To Richard Eberhart
I open my notebook, write some words with a green pen, something enters my chest, and the stars begin to revolve and pick up alligator claws from under the ocean, whatever we have lived, in the sunlit shelves of the Dordogne, what we sang among the skeletons of Papua, the many times we died wounded under the tent of an animal's sniffing, and the grassy nights we ran in the moonlight for hours, returns, there is a "welling up of watery syllables," the anger barking in the cave, the luminous head of wheat, growls from under fur, none of it is lost. The old earth fragrance remains in the word "and," "the" with its lonely suffering.

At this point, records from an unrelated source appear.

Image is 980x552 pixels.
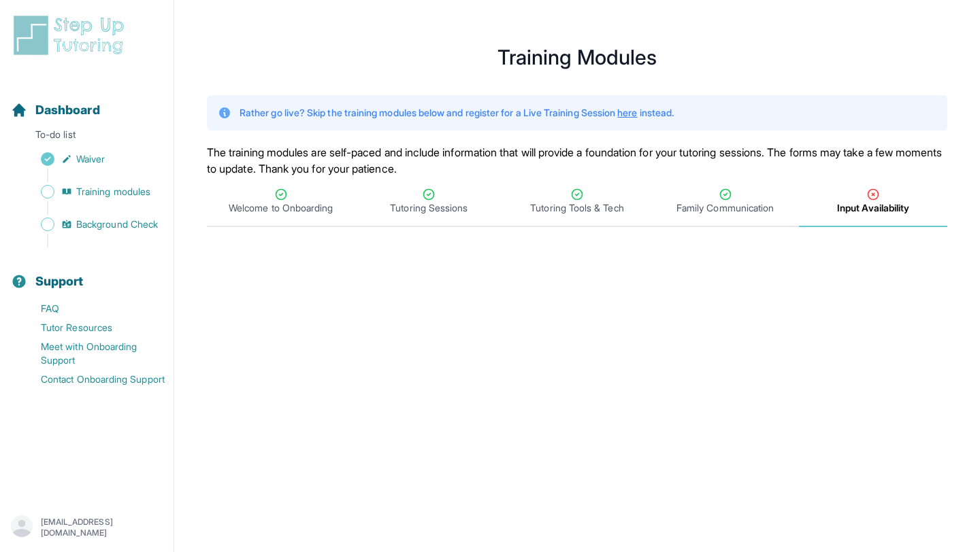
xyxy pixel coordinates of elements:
span: Tutoring Sessions [390,201,468,215]
button: Dashboard [6,79,168,125]
p: To-do list [6,128,168,147]
span: Waiver [76,152,105,166]
a: Contact Onboarding Support [11,370,174,389]
a: Dashboard [11,101,100,120]
button: Support [6,251,168,296]
a: Waiver [11,150,174,169]
a: Tutor Resources [11,319,174,337]
span: Tutoring Tools & Tech [530,201,624,215]
p: [EMAIL_ADDRESS][DOMAIN_NAME] [41,517,162,539]
a: FAQ [11,299,174,319]
p: Rather go live? Skip the training modules below and register for a Live Training Session instead. [239,106,674,120]
p: The training modules are self-paced and include information that will provide a foundation for yo... [206,144,947,177]
img: logo [11,14,132,57]
span: Background Check [76,218,158,231]
span: Input Availability [837,201,909,215]
a: Meet with Onboarding Support [11,337,174,370]
button: [EMAIL_ADDRESS][DOMAIN_NAME] [11,515,162,540]
span: Training modules [76,185,151,198]
nav: Tabs [206,177,947,227]
a: Training modules [11,183,174,201]
a: here [617,106,637,118]
h1: Training Modules [206,49,947,66]
span: Family Communication [676,201,774,215]
span: Welcome to Onboarding [229,201,333,215]
span: Dashboard [35,101,100,120]
a: Background Check [11,215,174,234]
span: Support [35,272,84,291]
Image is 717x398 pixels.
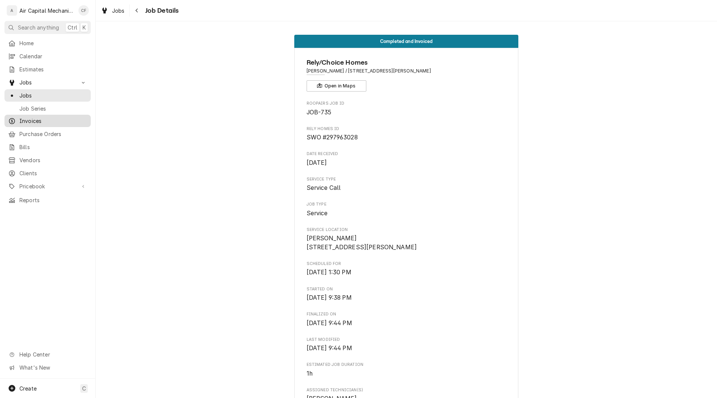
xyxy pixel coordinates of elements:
span: Service Location [307,234,506,251]
span: Roopairs Job ID [307,100,506,106]
a: Go to What's New [4,361,91,373]
span: Jobs [112,7,125,15]
span: Roopairs Job ID [307,108,506,117]
span: Date Received [307,151,506,157]
a: Jobs [4,89,91,102]
span: Started On [307,286,506,292]
span: Job Details [143,6,179,16]
span: 1h [307,370,313,377]
span: Rely Homes ID [307,126,506,132]
span: C [82,384,86,392]
span: Date Received [307,158,506,167]
span: Service Type [307,176,506,182]
span: Search anything [18,24,59,31]
span: SWO #297963028 [307,134,358,141]
div: Job Type [307,201,506,217]
a: Go to Help Center [4,348,91,360]
span: Bills [19,143,87,151]
span: Last Modified [307,344,506,353]
span: Job Series [19,105,87,112]
span: Scheduled For [307,261,506,267]
span: Service Type [307,183,506,192]
span: Help Center [19,350,86,358]
span: Job Type [307,201,506,207]
span: Last Modified [307,337,506,342]
span: Invoices [19,117,87,125]
button: Search anythingCtrlK [4,21,91,34]
span: Home [19,39,87,47]
span: Service Call [307,184,341,191]
div: Scheduled For [307,261,506,277]
a: Reports [4,194,91,206]
div: Date Received [307,151,506,167]
div: Client Information [307,58,506,92]
span: Assigned Technician(s) [307,387,506,393]
a: Calendar [4,50,91,62]
span: Rely Homes ID [307,133,506,142]
span: Clients [19,169,87,177]
span: Name [307,58,506,68]
span: Reports [19,196,87,204]
a: Job Series [4,102,91,115]
div: Service Location [307,227,506,252]
span: [DATE] 9:44 PM [307,344,352,351]
span: JOB-735 [307,109,332,116]
span: K [83,24,86,31]
span: Vendors [19,156,87,164]
span: Pricebook [19,182,76,190]
a: Purchase Orders [4,128,91,140]
span: Service [307,210,328,217]
div: A [7,5,17,16]
span: Scheduled For [307,268,506,277]
span: [DATE] 9:44 PM [307,319,352,326]
span: [DATE] 9:38 PM [307,294,352,301]
span: Create [19,385,37,391]
div: Last Modified [307,337,506,353]
div: Service Type [307,176,506,192]
span: What's New [19,363,86,371]
div: Roopairs Job ID [307,100,506,117]
span: Calendar [19,52,87,60]
div: Charles Faure's Avatar [78,5,89,16]
span: [DATE] 1:30 PM [307,269,351,276]
span: Jobs [19,92,87,99]
a: Clients [4,167,91,179]
a: Go to Jobs [4,76,91,89]
a: Invoices [4,115,91,127]
span: Purchase Orders [19,130,87,138]
span: Estimated Job Duration [307,369,506,378]
div: Estimated Job Duration [307,362,506,378]
div: Air Capital Mechanical [19,7,74,15]
span: Ctrl [68,24,77,31]
span: Completed and Invoiced [380,39,433,44]
div: Rely Homes ID [307,126,506,142]
a: Vendors [4,154,91,166]
span: Job Type [307,209,506,218]
span: Service Location [307,227,506,233]
a: Bills [4,141,91,153]
span: Estimates [19,65,87,73]
button: Open in Maps [307,80,366,92]
span: Finalized On [307,311,506,317]
span: Jobs [19,78,76,86]
span: Started On [307,293,506,302]
a: Go to Pricebook [4,180,91,192]
a: Jobs [98,4,128,17]
a: Estimates [4,63,91,75]
span: Finalized On [307,319,506,328]
div: Started On [307,286,506,302]
button: Navigate back [131,4,143,16]
div: CF [78,5,89,16]
div: Finalized On [307,311,506,327]
span: [DATE] [307,159,327,166]
span: Address [307,68,506,74]
span: Estimated Job Duration [307,362,506,368]
span: [PERSON_NAME] [STREET_ADDRESS][PERSON_NAME] [307,235,417,251]
div: Status [294,35,518,48]
a: Home [4,37,91,49]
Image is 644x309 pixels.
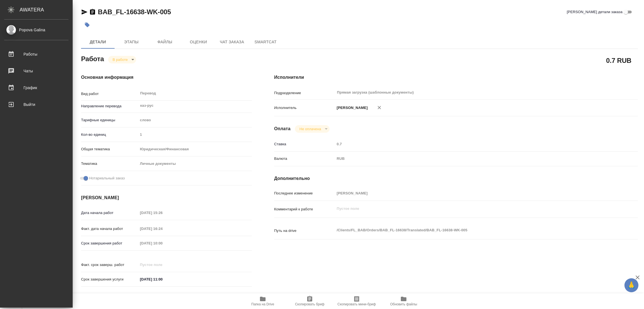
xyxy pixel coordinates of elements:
div: Чаты [4,67,68,75]
h4: [PERSON_NAME] [81,194,252,201]
h4: Оплата [274,126,291,132]
p: Ставка [274,141,335,147]
button: Папка на Drive [239,294,286,309]
span: Этапы [118,38,145,45]
span: Папка на Drive [252,302,274,306]
h2: 0.7 RUB [606,55,631,65]
span: Нотариальный заказ [89,176,125,181]
button: Скопировать мини-бриф [333,294,380,309]
p: Исполнитель [274,105,335,111]
p: Путь на drive [274,228,335,234]
p: Тарифные единицы [81,118,138,123]
h4: Исполнители [274,74,638,81]
p: Кол-во единиц [81,132,138,138]
p: Валюта [274,156,335,161]
span: [PERSON_NAME] детали заказа [567,9,623,15]
a: BAB_FL-16638-WK-005 [98,8,171,16]
span: Скопировать бриф [295,302,324,306]
div: В работе [108,56,136,63]
span: Обновить файлы [390,302,418,306]
div: График [4,83,68,92]
h2: Работа [81,53,104,63]
span: SmartCat [252,38,279,45]
input: Пустое поле [138,131,252,138]
button: Скопировать ссылку [89,9,96,15]
div: слово [138,116,252,125]
p: Срок завершения услуги [81,277,138,282]
button: В работе [111,57,129,62]
p: Подразделение [274,90,335,96]
button: Не оплачена [298,127,322,131]
p: Факт. срок заверш. работ [81,262,138,268]
input: Пустое поле [335,140,608,148]
h4: Дополнительно [274,175,638,182]
div: Popova Galina [4,27,68,33]
p: Срок завершения работ [81,241,138,246]
input: Пустое поле [138,261,187,269]
p: Общая тематика [81,146,138,152]
button: Скопировать ссылку для ЯМессенджера [81,9,88,15]
input: Пустое поле [138,209,187,217]
div: Работы [4,50,68,58]
div: Выйти [4,100,68,109]
input: Пустое поле [335,189,608,197]
a: Выйти [1,98,71,111]
textarea: /Clients/FL_BAB/Orders/BAB_FL-16638/Translated/BAB_FL-16638-WK-005 [335,226,608,235]
input: Пустое поле [138,225,187,233]
a: График [1,81,71,95]
span: Файлы [151,38,179,45]
p: Вид работ [81,91,138,97]
input: ✎ Введи что-нибудь [138,275,187,284]
span: 🙏 [627,279,636,291]
p: Комментарий к работе [274,206,335,212]
button: Скопировать бриф [286,294,333,309]
a: Работы [1,47,71,61]
div: Личные документы [138,159,252,168]
div: В работе [295,125,330,133]
p: Последнее изменение [274,191,335,196]
a: Чаты [1,64,71,78]
span: Скопировать мини-бриф [337,302,376,306]
input: Пустое поле [138,239,187,247]
span: Оценки [185,38,212,45]
h4: Основная информация [81,74,252,81]
p: Направление перевода [81,103,138,109]
div: RUB [335,154,608,163]
button: Добавить тэг [81,19,93,31]
p: Тематика [81,161,138,166]
button: Удалить исполнителя [373,101,385,114]
span: Чат заказа [219,38,245,45]
button: Обновить файлы [380,294,427,309]
p: Дата начала работ [81,210,138,216]
p: [PERSON_NAME] [335,105,368,111]
div: AWATERA [20,4,73,15]
div: Юридическая/Финансовая [138,145,252,154]
p: Факт. дата начала работ [81,226,138,232]
button: 🙏 [624,279,639,292]
span: Детали [84,38,111,45]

We are bees then; language is the honey. The honey lies now in caves beneath us, and the energies of words carry what we do not. When a man or woman feeds a few words with private grief, the shames we knew before we could invent the wheel, words grow, an instant later we slip out into the farmyards where rabbits lie stretched out on the ground for buyers, then the stored energies come to our ears as music, we see the million hands with dusty palms turned up inside a verb. There are eternal vows held inside the word "Jericho."
Blessings then on the man who labors in his tiny room on his poem on lambs, and on the woman who separates the black seeds of loneliness from the brown seeds of solitude, as the afternoon light slants in, blessing on the dictionary maker, huddled among his bearded words, and the setter of songs, who sleeps at night inside his violin case.